Advice: you have too many symbols in the expression that serve no purpose in computing the limit, and just make things look unnecessarily complicated. Get "rid" of them.
Since $r,q,B$ and $x$ are simply nice constants and $d$ is the only parameter that varies, we can rewrite
$$
\exp\left[\left(\frac{d}{1-q}\right)\log\left(\log B+\frac1d\log\left(1+\frac{x}{rq}\right)\right)\right]
$$
as the simpler-looking
$$
\exp\left[\alpha d\log\left(\beta+\frac{\gamma}{d}\right)\right]
$$
for some (related) constants $\alpha,\beta,\gamma$. To prove this converges to $1$ when $d\to 0^+$ is equivalent, by continuity of the exponential, to proving the exponent converges to $0$. From there, observe that
$$
d\log\left(\beta+\frac{\gamma}{d}\right)
=
d\log\left(\frac{1}{d}\left(\gamma+d\beta\right)\right)
=
d\log\frac{1}{d} + d\log\left(1+d\frac{\beta}{\gamma}\right)
$$
and both terms converge to $0$ when $d\to 0^+$ (the first as $\lim_{u\to 0^+} u\log u = 0$, the second as the product of $d\to 0$ and $\log\left(1+d\frac{\beta}{\gamma}\right) \to \log(1+0)=0$). Multiplying by the constant $\alpha$ does not change anything, so the exponent does converge to $0$ as claimed.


Reproduce every entry exactly and leave its pictures out.

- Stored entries
^^^^

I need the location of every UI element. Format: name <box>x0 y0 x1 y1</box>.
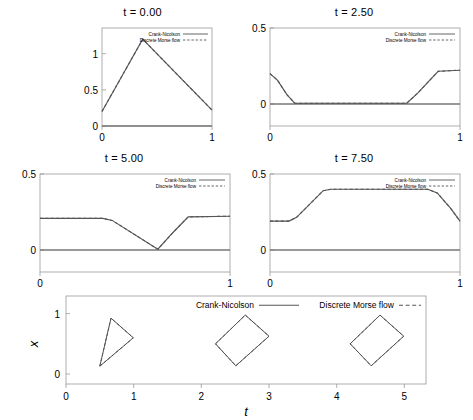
curve-discrete-morse-flow <box>40 216 230 249</box>
xtick-label-1: 1 <box>209 132 215 143</box>
plot-area-t-5: 0 0.5 0 1 Crank-Nicolson Discrete Morse … <box>8 152 240 292</box>
shape-triangle-1-dashed <box>100 318 134 366</box>
panel-profile-t-5: t = 5.00 0 0.5 0 1 Crank-Nicolson Discre… <box>8 152 240 292</box>
curve-crank-nicolson <box>40 216 230 249</box>
xtick-label-0: 0 <box>99 132 105 143</box>
plot-frame <box>40 174 230 272</box>
xtick-label-0: 0 <box>267 132 273 143</box>
xtick-label-5: 5 <box>402 391 408 402</box>
plot-area-t-7_5: 0 0.5 0 1 Crank-Nicolson Discrete Morse … <box>238 152 470 292</box>
legend: Crank-Nicolson Discrete Morse flow <box>196 300 421 310</box>
ytick-label-0: 0 <box>260 245 266 256</box>
shape-rect-2-dashed <box>216 315 270 366</box>
panel-profile-t-2_5: t = 2.50 0 0.5 0 1 Crank-Nicolson Discre… <box>238 6 470 146</box>
legend: Crank-Nicolson Discrete Morse flow <box>140 32 208 43</box>
xtick-label-1: 1 <box>457 132 463 143</box>
panel-profile-t-7_5: t = 7.50 0 0.5 0 1 Crank-Nicolson Discre… <box>238 152 470 292</box>
yaxis-label: x <box>26 340 41 348</box>
legend-label-discrete-morse-flow: Discrete Morse flow <box>140 38 181 43</box>
ytick-label-05: 0.5 <box>252 169 266 180</box>
panel-spacetime: 0 1 x 0 1 2 3 4 5 t <box>6 292 473 420</box>
legend: Crank-Nicolson Discrete Morse flow <box>386 178 455 189</box>
curve-discrete-morse-flow <box>102 39 212 111</box>
figure-root: t = 0.00 0 0.5 1 0 1 Crank-Nicolson <box>0 0 473 420</box>
plot-area-t-2_5: 0 0.5 0 1 Crank-Nicolson Discrete Morse … <box>238 6 470 146</box>
ytick-label-0: 0 <box>92 121 98 132</box>
legend-label-crank-nicolson: Crank-Nicolson <box>395 32 427 37</box>
panel-title: t = 5.00 <box>8 152 240 164</box>
legend: Crank-Nicolson Discrete Morse flow <box>156 178 225 189</box>
xtick-label-2: 2 <box>199 391 205 402</box>
plot-area-t-0: 0 0.5 1 0 1 Crank-Nicolson Discrete Mors… <box>60 6 225 146</box>
xtick-label-0: 0 <box>37 278 43 289</box>
curve-discrete-morse-flow <box>270 189 460 221</box>
plot-frame <box>270 28 460 126</box>
curve-crank-nicolson <box>270 70 460 103</box>
plot-area-spacetime: 0 1 x 0 1 2 3 4 5 t <box>6 292 473 420</box>
curve-crank-nicolson <box>102 39 212 111</box>
legend-label-discrete-morse-flow: Discrete Morse flow <box>156 184 197 189</box>
ytick-label-1: 1 <box>54 309 60 320</box>
ytick-label-0: 0 <box>260 99 266 110</box>
xtick-label-0: 0 <box>267 278 273 289</box>
curve-crank-nicolson <box>270 189 460 221</box>
ytick-label-1: 1 <box>92 49 98 60</box>
legend-label-crank-nicolson: Crank-Nicolson <box>196 300 254 310</box>
xtick-label-1: 1 <box>227 278 233 289</box>
xtick-label-3: 3 <box>266 391 272 402</box>
xtick-label-1: 1 <box>457 278 463 289</box>
shape-rect-2-solid <box>216 315 270 366</box>
legend-label-discrete-morse-flow: Discrete Morse flow <box>319 300 394 310</box>
shape-rect-3-dashed <box>350 315 404 366</box>
ytick-label-05: 0.5 <box>84 85 98 96</box>
xtick-label-1: 1 <box>131 391 137 402</box>
panel-title: t = 2.50 <box>238 6 470 18</box>
ytick-label-0: 0 <box>30 245 36 256</box>
legend-label-discrete-morse-flow: Discrete Morse flow <box>386 184 427 189</box>
xtick-label-0: 0 <box>63 391 69 402</box>
legend-label-discrete-morse-flow: Discrete Morse flow <box>386 38 427 43</box>
ytick-label-0: 0 <box>54 369 60 380</box>
legend: Crank-Nicolson Discrete Morse flow <box>386 32 455 43</box>
panel-profile-t-0: t = 0.00 0 0.5 1 0 1 Crank-Nicolson <box>60 6 225 146</box>
xtick-label-4: 4 <box>334 391 340 402</box>
legend-label-crank-nicolson: Crank-Nicolson <box>149 32 181 37</box>
xaxis-label: t <box>244 404 249 419</box>
legend-label-crank-nicolson: Crank-Nicolson <box>165 178 197 183</box>
ytick-label-05: 0.5 <box>22 169 36 180</box>
panel-title: t = 0.00 <box>60 6 225 18</box>
ytick-label-05: 0.5 <box>252 23 266 34</box>
panel-title: t = 7.50 <box>238 152 470 164</box>
shape-rect-3-solid <box>350 315 404 366</box>
plot-frame <box>102 28 212 126</box>
legend-label-crank-nicolson: Crank-Nicolson <box>395 178 427 183</box>
curve-discrete-morse-flow <box>270 70 460 103</box>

^^^^

- Response area
I need the location of every UI element. Format: name <box>x0 y0 x1 y1</box>.
curve-discrete-morse-flow <box>40 216 230 249</box>
xtick-label-1: 1 <box>209 132 215 143</box>
plot-area-t-5: 0 0.5 0 1 Crank-Nicolson Discrete Morse … <box>8 152 240 292</box>
shape-triangle-1-dashed <box>100 318 134 366</box>
panel-profile-t-5: t = 5.00 0 0.5 0 1 Crank-Nicolson Discre… <box>8 152 240 292</box>
curve-crank-nicolson <box>40 216 230 249</box>
xtick-label-0: 0 <box>99 132 105 143</box>
plot-frame <box>40 174 230 272</box>
xtick-label-0: 0 <box>267 132 273 143</box>
xtick-label-5: 5 <box>402 391 408 402</box>
plot-area-t-7_5: 0 0.5 0 1 Crank-Nicolson Discrete Morse … <box>238 152 470 292</box>
legend: Crank-Nicolson Discrete Morse flow <box>196 300 421 310</box>
ytick-label-0: 0 <box>260 245 266 256</box>
shape-rect-2-dashed <box>216 315 270 366</box>
panel-profile-t-2_5: t = 2.50 0 0.5 0 1 Crank-Nicolson Discre… <box>238 6 470 146</box>
legend: Crank-Nicolson Discrete Morse flow <box>140 32 208 43</box>
xtick-label-1: 1 <box>457 132 463 143</box>
panel-profile-t-7_5: t = 7.50 0 0.5 0 1 Crank-Nicolson Discre… <box>238 152 470 292</box>
yaxis-label: x <box>26 340 41 348</box>
legend-label-discrete-morse-flow: Discrete Morse flow <box>140 38 181 43</box>
ytick-label-05: 0.5 <box>252 169 266 180</box>
panel-spacetime: 0 1 x 0 1 2 3 4 5 t <box>6 292 473 420</box>
legend: Crank-Nicolson Discrete Morse flow <box>386 178 455 189</box>
curve-discrete-morse-flow <box>102 39 212 111</box>
figure-root: t = 0.00 0 0.5 1 0 1 Crank-Nicolson <box>0 0 473 420</box>
plot-area-t-2_5: 0 0.5 0 1 Crank-Nicolson Discrete Morse … <box>238 6 470 146</box>
ytick-label-0: 0 <box>92 121 98 132</box>
legend-label-crank-nicolson: Crank-Nicolson <box>395 32 427 37</box>
panel-title: t = 5.00 <box>8 152 240 164</box>
legend: Crank-Nicolson Discrete Morse flow <box>156 178 225 189</box>
xtick-label-2: 2 <box>199 391 205 402</box>
plot-area-t-0: 0 0.5 1 0 1 Crank-Nicolson Discrete Mors… <box>60 6 225 146</box>
xtick-label-0: 0 <box>37 278 43 289</box>
curve-discrete-morse-flow <box>270 189 460 221</box>
plot-frame <box>270 28 460 126</box>
curve-crank-nicolson <box>270 70 460 103</box>
plot-area-spacetime: 0 1 x 0 1 2 3 4 5 t <box>6 292 473 420</box>
curve-crank-nicolson <box>102 39 212 111</box>
legend-label-discrete-morse-flow: Discrete Morse flow <box>156 184 197 189</box>
ytick-label-1: 1 <box>54 309 60 320</box>
ytick-label-0: 0 <box>260 99 266 110</box>
xtick-label-0: 0 <box>267 278 273 289</box>
curve-crank-nicolson <box>270 189 460 221</box>
ytick-label-1: 1 <box>92 49 98 60</box>
legend-label-crank-nicolson: Crank-Nicolson <box>196 300 254 310</box>
xtick-label-1: 1 <box>227 278 233 289</box>
xtick-label-3: 3 <box>266 391 272 402</box>
xtick-label-1: 1 <box>457 278 463 289</box>
shape-rect-2-solid <box>216 315 270 366</box>
legend-label-discrete-morse-flow: Discrete Morse flow <box>319 300 394 310</box>
shape-rect-3-dashed <box>350 315 404 366</box>
ytick-label-05: 0.5 <box>84 85 98 96</box>
xtick-label-1: 1 <box>131 391 137 402</box>
panel-title: t = 2.50 <box>238 6 470 18</box>
ytick-label-0: 0 <box>30 245 36 256</box>
legend-label-discrete-morse-flow: Discrete Morse flow <box>386 184 427 189</box>
xtick-label-0: 0 <box>63 391 69 402</box>
legend-label-discrete-morse-flow: Discrete Morse flow <box>386 38 427 43</box>
ytick-label-0: 0 <box>54 369 60 380</box>
legend: Crank-Nicolson Discrete Morse flow <box>386 32 455 43</box>
panel-profile-t-0: t = 0.00 0 0.5 1 0 1 Crank-Nicolson <box>60 6 225 146</box>
xtick-label-4: 4 <box>334 391 340 402</box>
legend-label-crank-nicolson: Crank-Nicolson <box>149 32 181 37</box>
xaxis-label: t <box>244 404 249 419</box>
legend-label-crank-nicolson: Crank-Nicolson <box>165 178 197 183</box>
ytick-label-05: 0.5 <box>22 169 36 180</box>
panel-title: t = 0.00 <box>60 6 225 18</box>
ytick-label-05: 0.5 <box>252 23 266 34</box>
panel-title: t = 7.50 <box>238 152 470 164</box>
shape-rect-3-solid <box>350 315 404 366</box>
plot-frame <box>102 28 212 126</box>
legend-label-crank-nicolson: Crank-Nicolson <box>395 178 427 183</box>
curve-discrete-morse-flow <box>270 70 460 103</box>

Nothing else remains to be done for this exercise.